Note: txs are partitioned by day, tokens by month, accounts by month.
"""
# Generate list of dates
start = date.fromisoformat(start_date)
end = date.fromisoformat(end_date)
dates = []
current = start
while current <= end:
dates.append(current.isoformat())
current += timedelta(days=1)
# Generate unique months for tokens and accounts (partitioned monthly)
months = set()
current = start
while current <= end:
months.add(current.strftime("%Y-%m"))
current += timedelta(days=1)
months = sorted(list(months))
# Download transactions (daily), tokens (monthly), and accounts (monthly)
# Set reasonable limits for concurrent downloads
limits = httpx.Limits(max_keepalive_connections=20, max_connections=50)
timeout = httpx.Timeout(60.0, connect=10.0, pool=10.0)
async with httpx.AsyncClient(timeout=timeout, limits=limits) as client:
print("TXS Dataset:")
for partition_date in dates:
await download_partition(partition_date, "txs", Path("data"), client)
print("\nTOKENS Dataset:")
for month in months:
await download_partition(month, "tokens", Path("data"), client)
# Uncomment to download accounts too:
# print("\nACCOUNTS Dataset:")
# for month in months:
# await download_partition(month, "accounts", Path("data"), client)

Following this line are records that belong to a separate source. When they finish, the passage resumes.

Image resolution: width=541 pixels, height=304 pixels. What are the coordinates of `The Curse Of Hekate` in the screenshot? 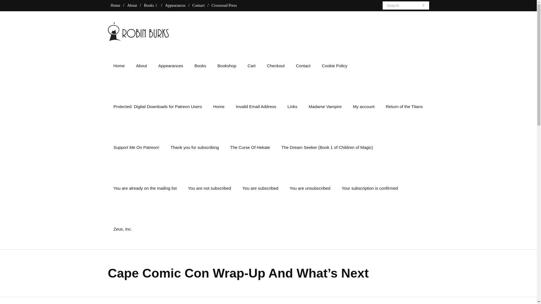 It's located at (250, 148).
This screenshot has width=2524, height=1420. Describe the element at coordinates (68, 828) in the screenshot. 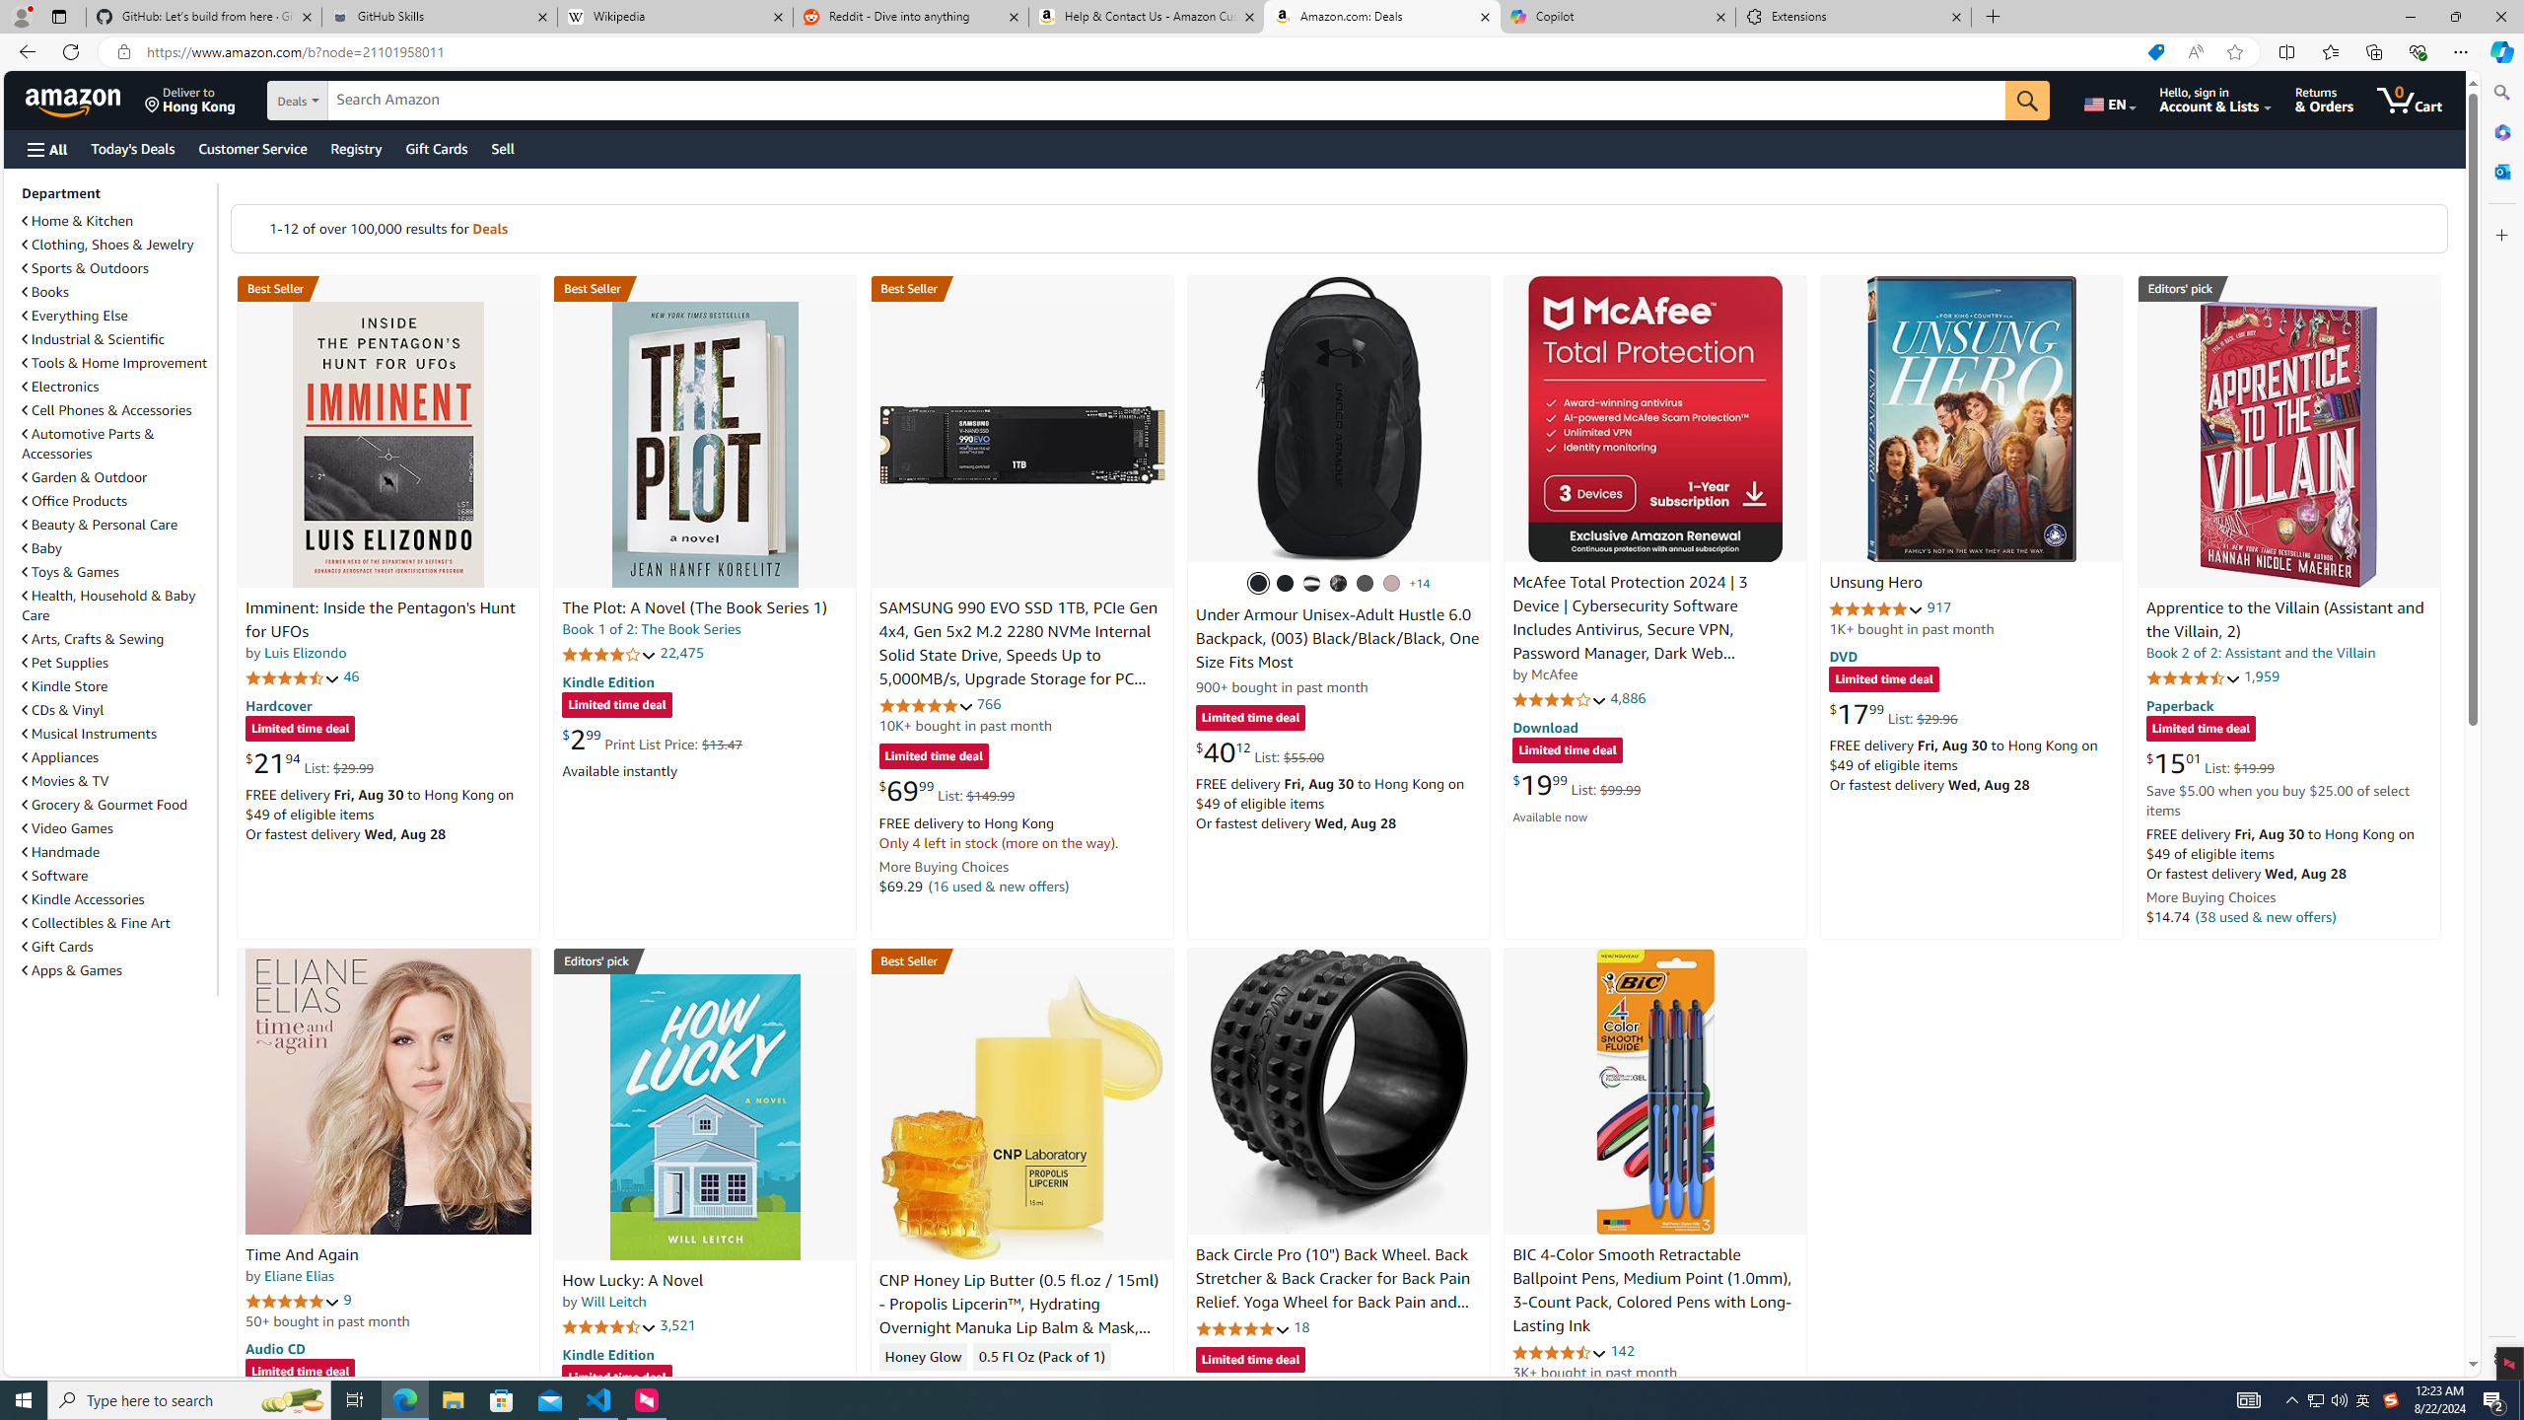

if __name__ == "__main__":
START_DATE = "2025-11-30"
END_DATE = "2025-12-01"
asyncio.run(download_date_range(START_DATE, END_DATE)) This handles the different partitioning schemes automatically - downloading transactions for each day and tokens/accounts for each unique month in your date range.
asyncio.Semaphore(10) to limit
downloads to 10 files at a time. This prevents overwhelming your network while still being fast.
Each partition (typically 200-300 files) takes 5-15 minutes depending on your connection speed.
You can adjust the semaphore value if you have a faster connection.
uv run download_data.py You'll see beautiful progress bars for each file being downloaded:
Downloading data from 2025-11-30 to 2025-12-01 (2 days)
Output directory: data/
TXS Dataset:
π Fetching index: https://data.solarchive.org/txs/2025-11-30/index.json
π
txs/2025-11-30: 284 files
000000000.parquet ββββββββββββββββββββββββββββ 450.2/450.2 MB 125.3 MB/s 0:00:00
000000001.parquet ββββββββββββββββββββββββββββ 320.5/512.1 MB 98.2 MB/s 0:00:02
000000002.parquet ββββββββββββββββββββββββββββ 112.3/487.9 MB 110.5 MB/s 0:00:03
... (showing up to 10 concurrent downloads)
β 284 downloaded, 0 cached
TOKENS Dataset:
π Fetching index: https://data.solarchive.org/tokens/2025-11/index.json
π
tokens/2025-11: 8 files
000000000.parquet ββββββββββββββββββββββββββββ 18.5/18.5 MB 45.2 MB/s 0:00:00
000000001.parquet ββββββββββββββββββββββββββββ 12.3/20.1 MB 38.7 MB/s 0:00:01
... (showing concurrent downloads)
β 8 downloaded, 0 cached
β
Downloaded 605 files across 2 days (271.07 GB total) Notice a few things:
txs/2025-11-30, txs/2025-12-01tokens/2025-11, tokens/2025-12data/txs/ and data/tokens/ subdirectoriesNow that you have the data downloaded, check out our other guides:
You now have a working downloader that handles SolArchive's data organization! This same script can be adapted for any date range or dataset combination.